Amateur Hair Cutting and Other Bad Decisions

One balmy evening many years ago, my husband was writing a paper.  It was late and the deadline was fast approaching.  His dorm room, piled high with assorted laundry and schoolbooks was feeling more like a dirty sauna than a place to be responsible and finish homework.  As he stared at the blank, jeering white page of his word document, an idea began to form in his overheated mind.  It was more of a question, really.

What if?

On one precarious pile of textbooks sat our friend’s electric clippers.  When my husband tells this story, he claims that the room must have been one hundred degrees; that his entire head was sweating.

Another question came to mind, then.  Just how hard was it to cut hair anyway?

He reasoned that if he just shaved off the sides of his long, shaggy hair, the sweating would stop.  So he did it.  He shaved them off.  And he knew that he had made a mistake.

Bad choices.  It’s not something we like to talk about.  Or if we do, they take on a light-hearted “it’s funny now” kind of tone.  I could tell you about any number of bad decisions that I have made—befriending a rabid cat, moving to New Zealand without any lined up job or accommodation…deciding to go out for a late night walk in London, England by myself…bad choices are woven into the fabric of all of the best narratives that I tell.

But the thing is—the thing that makes bad choices so damn good to tell and re-tell in our own personal narratives—is that they make for some interesting stories.

When I think about all of my favourite books it always involves the hero or heroine making a cringe-worthy decision.  If Harry had never snuck out of his dorm room, perhaps J.K. Rowling’s brilliant series of Harry Potter books would not have been so exciting to read.  If Katniss had played it safe and let her sister go to The Hunger Games after all it would likely be a boring and succinct story.

I guess what I’m saying is this: bad decisions make good fiction.

Note: because my husband has destroyed all photographic evidence of his terrible hair cut, I present to you an image of a shaved poodle.  From what I can remember, it looks about the same anyway.

By: Template 911
By: Template 911

3 Comments

  1. I’ve never heard it put this way, but you’re absolutely right — bad decisions make good fiction. If characters did the right thing all the time, that certainly wouldn’t be very exciting to read about. Thanks for sharing this!

  2. Bad decisions make great stories for sure.

    In my real life, though, I always keep at least one toe on the ledge when dipping my foot in the pool. Just in case 🙂

    I love the poodle picture. Reminds me of my childhood doggie.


### [Your assignment]
No pictures belong in the copy. Retype exactly, and only, the stretch of lines below from the one with "This screenshot has width=980, height=509." through the one with "pyautogui.click(x=<x>, y=<y>)".

### [Collected data]
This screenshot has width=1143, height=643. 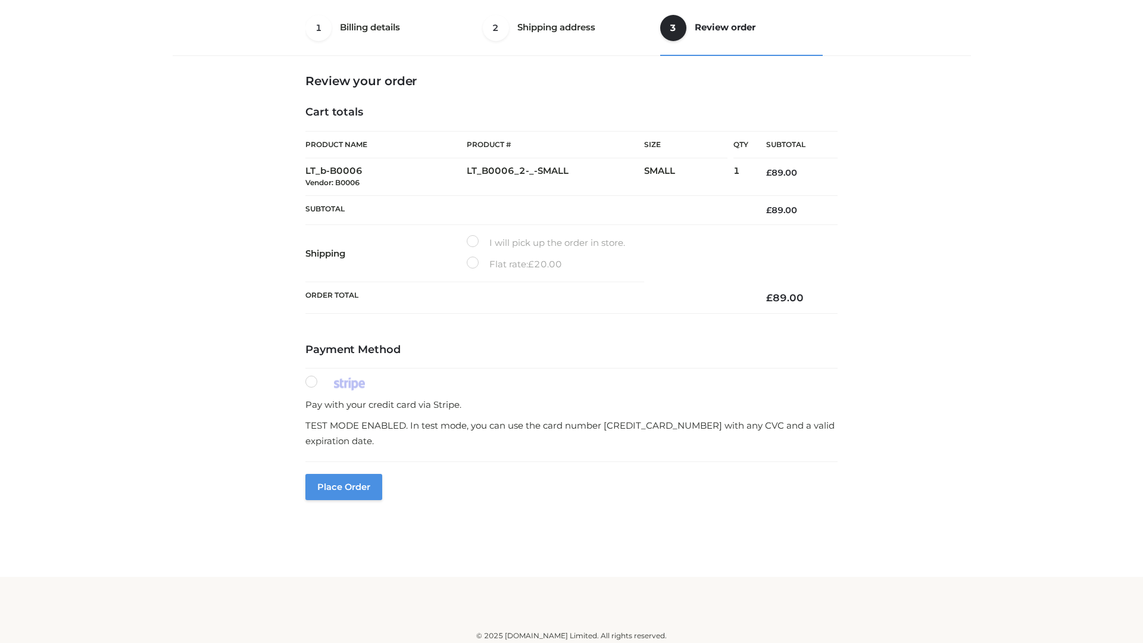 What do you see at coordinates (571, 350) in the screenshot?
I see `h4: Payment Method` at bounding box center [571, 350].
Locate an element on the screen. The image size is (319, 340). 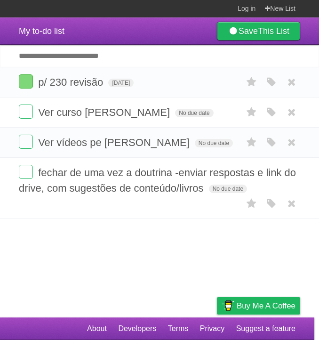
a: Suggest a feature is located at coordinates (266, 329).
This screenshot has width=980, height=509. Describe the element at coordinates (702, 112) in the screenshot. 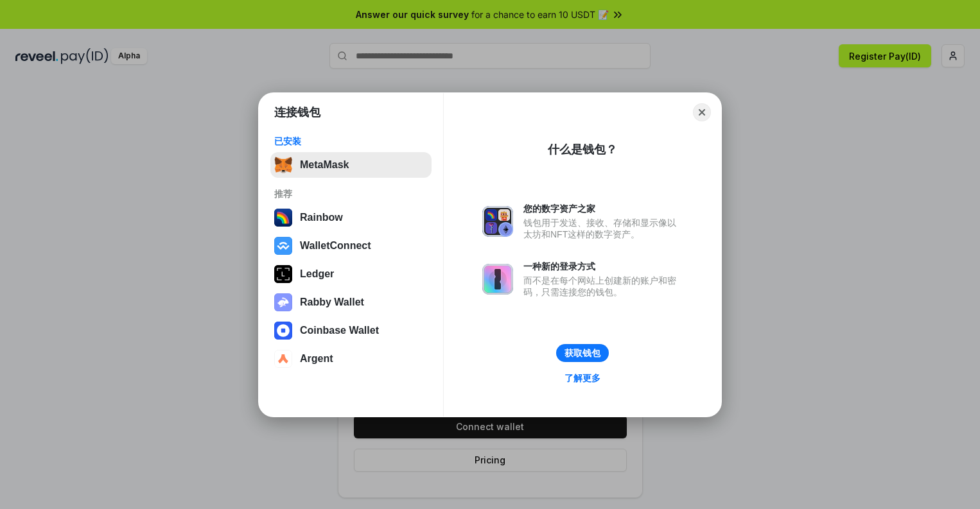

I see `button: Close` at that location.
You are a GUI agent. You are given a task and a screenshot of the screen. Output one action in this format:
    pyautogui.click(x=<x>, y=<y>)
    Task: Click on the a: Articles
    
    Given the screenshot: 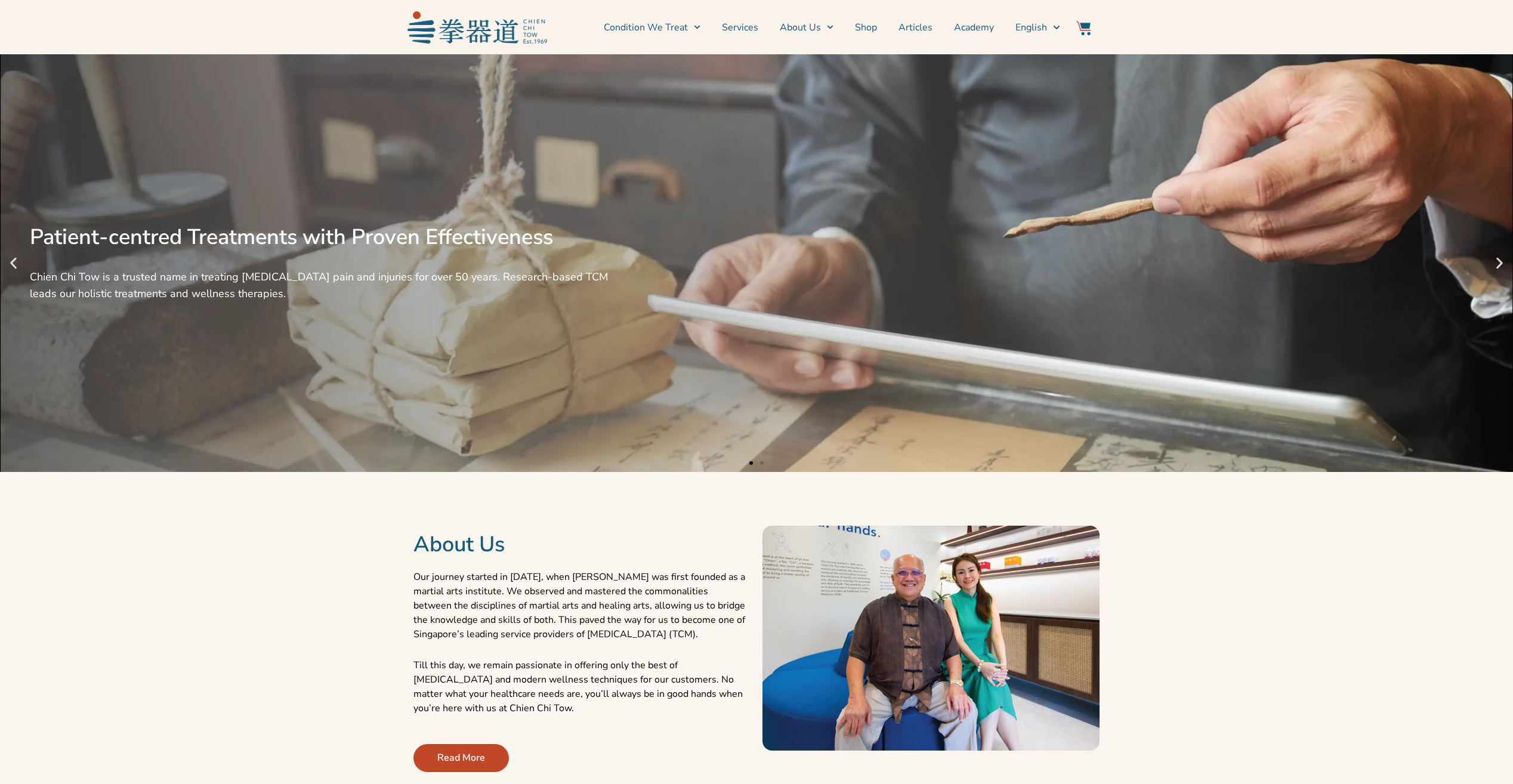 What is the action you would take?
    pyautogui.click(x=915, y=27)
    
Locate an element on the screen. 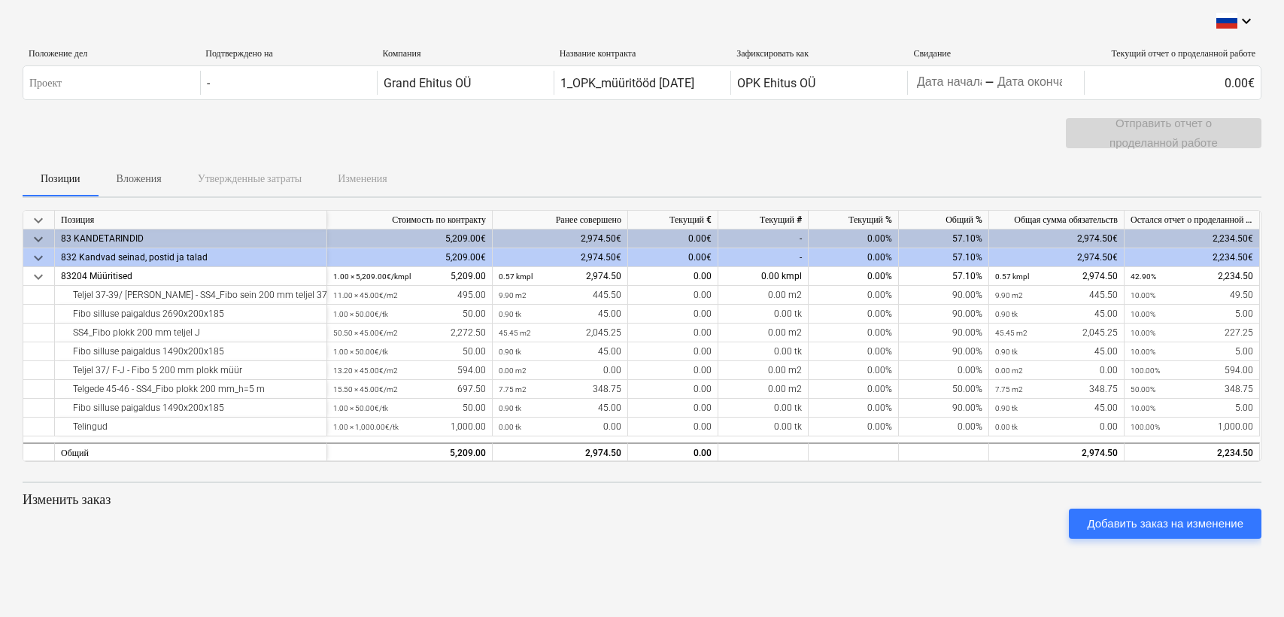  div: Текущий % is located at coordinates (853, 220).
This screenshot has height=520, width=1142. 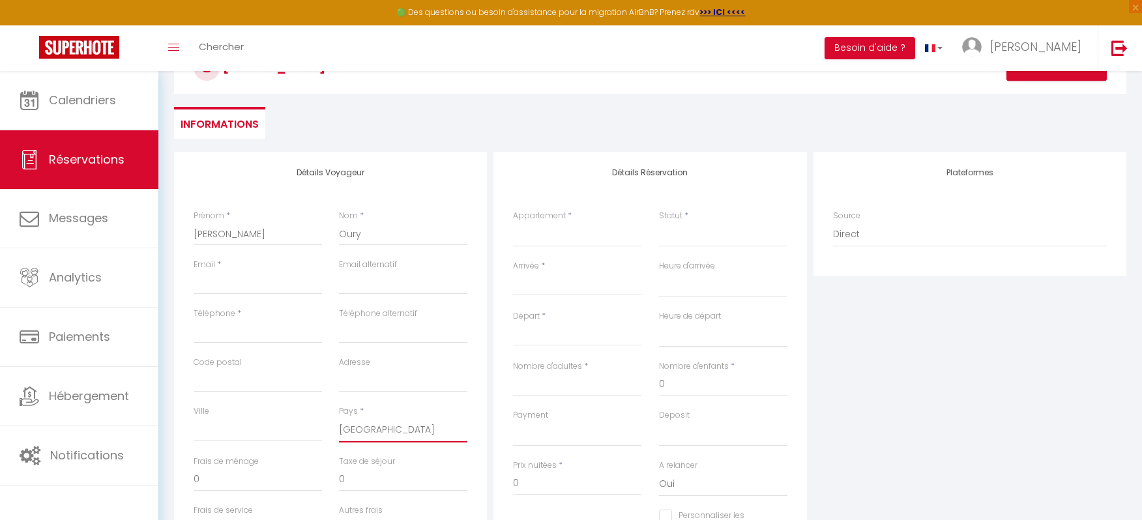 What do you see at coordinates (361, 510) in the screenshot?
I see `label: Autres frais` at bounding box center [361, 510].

### [Your solution]
This screenshot has width=980, height=509. Describe the element at coordinates (702, 112) in the screenshot. 

I see `button: Close` at that location.
You are a GUI agent. You are given a task and a screenshot of the screen. Output one action in this format:
    pyautogui.click(x=<x>, y=<y>)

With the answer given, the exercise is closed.